Anthropocene is the proposed descriptor for the geological era following the Holocene. It became widely known in 2002, when Paul J. Crutzen’s introduced the term in his Nature article. The Anthropocene highlights the irreversible impact of anthropogenic action that has influenced planetary ecological processes and has taken a geological scale. It also contents the still dominant notion that humans are subject to unpredictable and rampant natural forces. Although the new epoch’s official geological reception is still in process, the idea of the Anthropocene has seeped into public knowledge from closed scientific and artistic discourses. It has become an umbrella term, compiling human’s environment-transforming activities, including global warming, environmental pollution, species extinction, deforestation, overpopulation, etc. When the epoch began is just as widely contested, as the answers brought to how we can survive it. Some identify its beginning to the inception of agriculture, the invention of the industrial revolution’s stream machine, the discovery of America, or the introduction of nuclear power.

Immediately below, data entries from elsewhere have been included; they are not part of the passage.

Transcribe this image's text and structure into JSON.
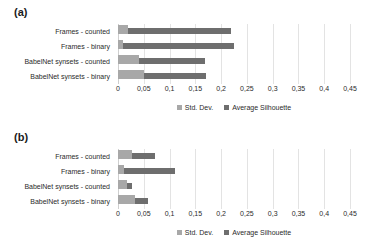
{
  "figure": {
    "panels": [
      {
        "label": "(a)"
      },
      {
        "label": "(b)"
      }
    ]
  },
  "legend": {
    "items": [
      {
        "name": "Std. Dev.",
        "color": "#a8a8a8"
      },
      {
        "name": "Average Silhouette",
        "color": "#6e6e6e"
      }
    ]
  },
  "axis": {
    "ticks": [
      "0",
      "0,05",
      "0,1",
      "0,15",
      "0,2",
      "0,25",
      "0,3",
      "0,35",
      "0,4",
      "0,45"
    ]
  },
  "chart_data": [
    {
      "type": "bar",
      "title": "(a)",
      "orientation": "horizontal",
      "categories": [
        "Frames - counted",
        "Frames - binary",
        "BabelNet synsets - counted",
        "BabelNet synsets - binary"
      ],
      "series": [
        {
          "name": "Std. Dev.",
          "values": [
            0.02,
            0.01,
            0.04,
            0.05
          ],
          "color": "#a8a8a8"
        },
        {
          "name": "Average Silhouette",
          "values": [
            0.22,
            0.225,
            0.168,
            0.17
          ],
          "color": "#6e6e6e"
        }
      ],
      "xlabel": "",
      "ylabel": "",
      "xlim": [
        0,
        0.45
      ],
      "xticks": [
        0,
        0.05,
        0.1,
        0.15,
        0.2,
        0.25,
        0.3,
        0.35,
        0.4,
        0.45
      ],
      "xtick_labels": [
        "0",
        "0,05",
        "0,1",
        "0,15",
        "0,2",
        "0,25",
        "0,3",
        "0,35",
        "0,4",
        "0,45"
      ],
      "grid": "vertical",
      "legend_position": "bottom"
    },
    {
      "type": "bar",
      "title": "(b)",
      "orientation": "horizontal",
      "categories": [
        "Frames - counted",
        "Frames - binary",
        "BabelNet synsets - counted",
        "BabelNet synsets - binary"
      ],
      "series": [
        {
          "name": "Std. Dev.",
          "values": [
            0.027,
            0.012,
            0.018,
            0.033
          ],
          "color": "#a8a8a8"
        },
        {
          "name": "Average Silhouette",
          "values": [
            0.071,
            0.11,
            0.027,
            0.058
          ],
          "color": "#6e6e6e"
        }
      ],
      "xlabel": "",
      "ylabel": "",
      "xlim": [
        0,
        0.45
      ],
      "xticks": [
        0,
        0.05,
        0.1,
        0.15,
        0.2,
        0.25,
        0.3,
        0.35,
        0.4,
        0.45
      ],
      "xtick_labels": [
        "0",
        "0,05",
        "0,1",
        "0,15",
        "0,2",
        "0,25",
        "0,3",
        "0,35",
        "0,4",
        "0,45"
      ],
      "grid": "vertical",
      "legend_position": "bottom"
    }
  ]
}
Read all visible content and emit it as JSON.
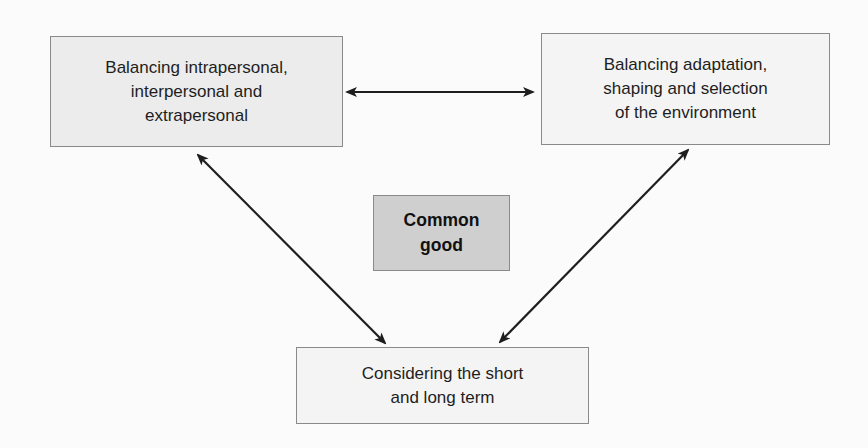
{
  "diagram": {
    "nodes": [
      {
        "id": "balance-personal",
        "label": "Balancing intrapersonal,\ninterpersonal and\nextrapersonal"
      },
      {
        "id": "balance-environment",
        "label": "Balancing adaptation,\nshaping and selection\nof the environment"
      },
      {
        "id": "common-good",
        "label": "Common\ngood"
      },
      {
        "id": "short-long-term",
        "label": "Considering the short\nand long term"
      }
    ],
    "edges": [
      {
        "from": "balance-personal",
        "to": "balance-environment",
        "type": "bidirectional"
      },
      {
        "from": "balance-personal",
        "to": "short-long-term",
        "type": "bidirectional"
      },
      {
        "from": "balance-environment",
        "to": "short-long-term",
        "type": "bidirectional"
      }
    ],
    "colors": {
      "background": "#fbfbfb",
      "box_fill_light": "#ececec",
      "box_fill_center": "#cfcfcf",
      "box_border": "#8a8a8a",
      "arrow": "#1e1e1e"
    }
  }
}
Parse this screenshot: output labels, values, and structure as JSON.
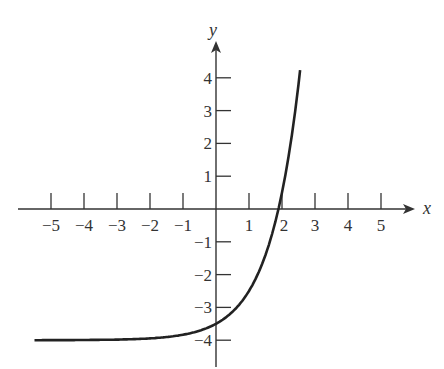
{
  "chart_data": {
    "type": "line",
    "title": "",
    "xlabel": "x",
    "ylabel": "y",
    "xlim": [
      -6,
      6
    ],
    "ylim": [
      -5,
      5
    ],
    "grid": false,
    "x_ticks": [
      -5,
      -4,
      -3,
      -2,
      -1,
      1,
      2,
      3,
      4,
      5
    ],
    "y_ticks": [
      -4,
      -3,
      -2,
      -1,
      1,
      2,
      3,
      4
    ],
    "x_tick_labels": [
      "−5",
      "−4",
      "−3",
      "−2",
      "−1",
      "1",
      "2",
      "3",
      "4",
      "5"
    ],
    "y_tick_labels": [
      "−4",
      "−3",
      "−2",
      "−1",
      "1",
      "2",
      "3",
      "4"
    ],
    "series": [
      {
        "name": "curve",
        "description": "exponential growth curve with horizontal asymptote y = -4",
        "x": [
          -5.5,
          -5,
          -4,
          -3,
          -2,
          -1,
          0,
          0.5,
          1,
          1.5,
          1.89,
          2,
          2.25,
          2.55
        ],
        "y": [
          -4.0,
          -4.0,
          -3.99,
          -3.98,
          -3.94,
          -3.83,
          -3.5,
          -3.13,
          -2.5,
          -1.4,
          0.0,
          0.5,
          1.9,
          4.3
        ]
      }
    ],
    "annotations": {
      "asymptote": -4,
      "y_intercept": -3.5,
      "x_intercept": 1.89
    }
  },
  "labels": {
    "x_axis": "x",
    "y_axis": "y"
  },
  "style": {
    "line_color": "#222222",
    "axis_color": "#333333"
  }
}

While optimist geoengineers would overcome the challenges of the Anthropocene with technological innovation, their critics have responded with the need for structural, socio-political change. The latter group has coined the epoch Capitalocene, identifying global capitalism’s expansion and its self-destructive tendencies responsible for the current state of crisis. They hold the monetization of environmental, their exploitation as resources, the destructive force of externalities, as well as the intentional ignorance of ecological realities and boundaries against the capitalist system. Proponents of Capitalocene also problematize whether the human species can be seen as a single entity and thus collectively be held responsible for planetary environmental destruction, given historical inequalities (Horváth, Süveges and Zilahi, 2019).